ABSTRACT

Paideia teaching and learning is best understood as part of a comprehensive school reform program that began in 1981 with the publication of The Paideia Proposal: An Educational Manifesto. Written by philosopher Mortimer Adler and a network of scholars and intellectuals who called themselves the Paideia Group, this book sparked an intense debate about the quality of American public schools—a debate that gained in scope and intensity a few months later when A Nation at Risk was published. The Paideia Proposal was followed by 12 principles (see Figure 1.1) with profound implications for the classroom as well as for the entire school and community. The Paideia Principles

All children can learn.

Therefore, they all deserve the same quality of schooling, not just the same quantity

The quality of schooling to which they are entitled is what the wisest parents would wish for their own children, the best education for the best being the best education for all.

Schooling at its best is preparation for becoming generally educated in the course of a whole lifetime, and that schools should be judged on how well they provide such preparation.

The three callings for which schooling should prepare all Americans are (a) to earn a decent livelihood, (b) to be a good citizen of the nation and the world, and (c) to make a good life for one's self.

The primary cause of genuine learning is the activity of the learner's own mind, sometimes with the help of a teacher functioning as a secondary and cooperative cause.

The three kinds of teaching that should occur in our schools are didactic teaching of subject matter, coaching that produces the skills of learning, and Socratic questioning in seminar discussion.

The results of these three kinds of teaching should be (a) the acquisition of organized knowledge, (b) the formation of habits of skill in the use of language and mathematics, and (c) the growth of the mind's understanding of basic ideas and issues.

Each student's achievement of these results would be evaluated in terms of that student's competencies and not solely related to the achievement of other students.

The principal of a school should never be a mere administrator, but always a leading teacher in the school who should be cooperatively engaged with the school's teaching staff in planning, reforming, and reorganizing the school as an educational community.

The principal and faculty of a school should themselves be actively engaged in learning.

The desire to continue their own learning should be the prime motivation of those who dedicate their lives to the profession of teaching.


Problem details ▸ Your reply should be an exact copy of every entry, with the pictures removed.

Data extracted from a collection
-*-

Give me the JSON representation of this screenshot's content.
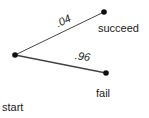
{
  "diagram": {
    "type": "probability-tree",
    "colors": {
      "line": "#444444",
      "node": "#111111",
      "text": "#222222"
    },
    "nodes": {
      "start": {
        "label": "start",
        "x": 15,
        "y": 55
      },
      "succeed": {
        "label": "succeed",
        "x": 104,
        "y": 12
      },
      "fail": {
        "label": "fail",
        "x": 106,
        "y": 73
      }
    },
    "edges": [
      {
        "from": "start",
        "to": "succeed",
        "probability": ".04"
      },
      {
        "from": "start",
        "to": "fail",
        "probability": ".96"
      }
    ]
  }
}
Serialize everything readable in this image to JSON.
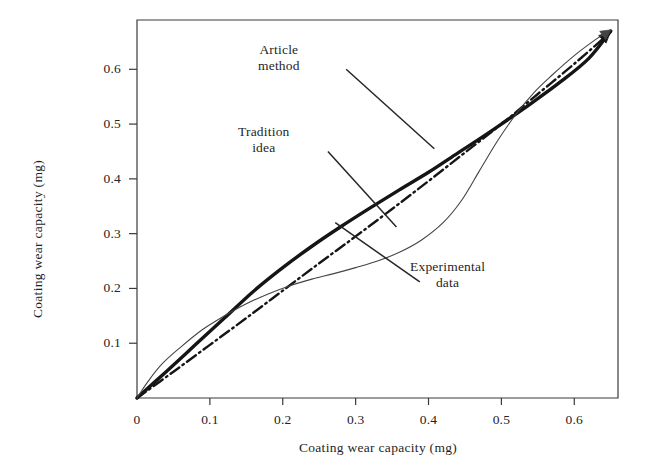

-*-

Task response ▸
Give me the JSON representation of this screenshot's content.
{
  "diagram": {
    "type": "probability-tree",
    "colors": {
      "line": "#444444",
      "node": "#111111",
      "text": "#222222"
    },
    "nodes": {
      "start": {
        "label": "start",
        "x": 15,
        "y": 55
      },
      "succeed": {
        "label": "succeed",
        "x": 104,
        "y": 12
      },
      "fail": {
        "label": "fail",
        "x": 106,
        "y": 73
      }
    },
    "edges": [
      {
        "from": "start",
        "to": "succeed",
        "probability": ".04"
      },
      {
        "from": "start",
        "to": "fail",
        "probability": ".96"
      }
    ]
  }
}
Serialize everything readable in this image to JSON.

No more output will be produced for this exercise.